Sarah C. Woolsey

1835—1905

Poet and children’s author Sarah Chauncey Woolsey grew up in Cleveland, Ohio, the eldest of five children. Woolsey was educated in private schools and moved with her family to New Haven, Connecticut, in 1855. She worked as a nurse during the Civil War. When her father died in 1870, the family relocated to Newport, Rhode Island, where Woolsey’s friend, the poet Helen Hunt Jackson, also lived. Woolsey began writing in earnest while on a vacation with Jackson that year.
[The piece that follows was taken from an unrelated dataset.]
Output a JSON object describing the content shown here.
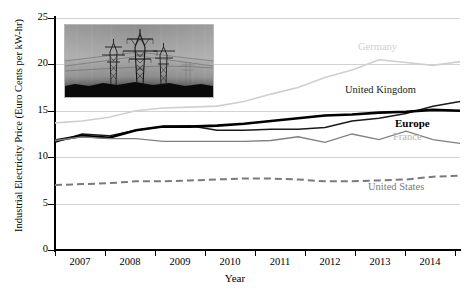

Woolsey published her writing under the pseudonym Susan Coolidge. In addition to her poetry, Woolsey published children’s stories, including The New Year’s Bargain (1871) and What Katy Did (1872). Her series of Katy books, which fea­ture a mischievous, strong-willed young heroine and her siblings, loosely modeled after Woolsey’s family and upbringing, brought her lasting popularity in the United States and England; they remain in print to this day. Woolsey also edited the published correspondence of British novelists Fanny Burney and Jane Austen, and translated Théophile Gautier’s My Household of Pets (1882).

She published two collections of poetry, Verses (1880) and A Few More Verses (1889). Her sister gathered Woolsey’s remaining works into a third, posthumous volume, Last Verses (1906).

Woolsey never married, and resided at her family’s home in Newport until her death.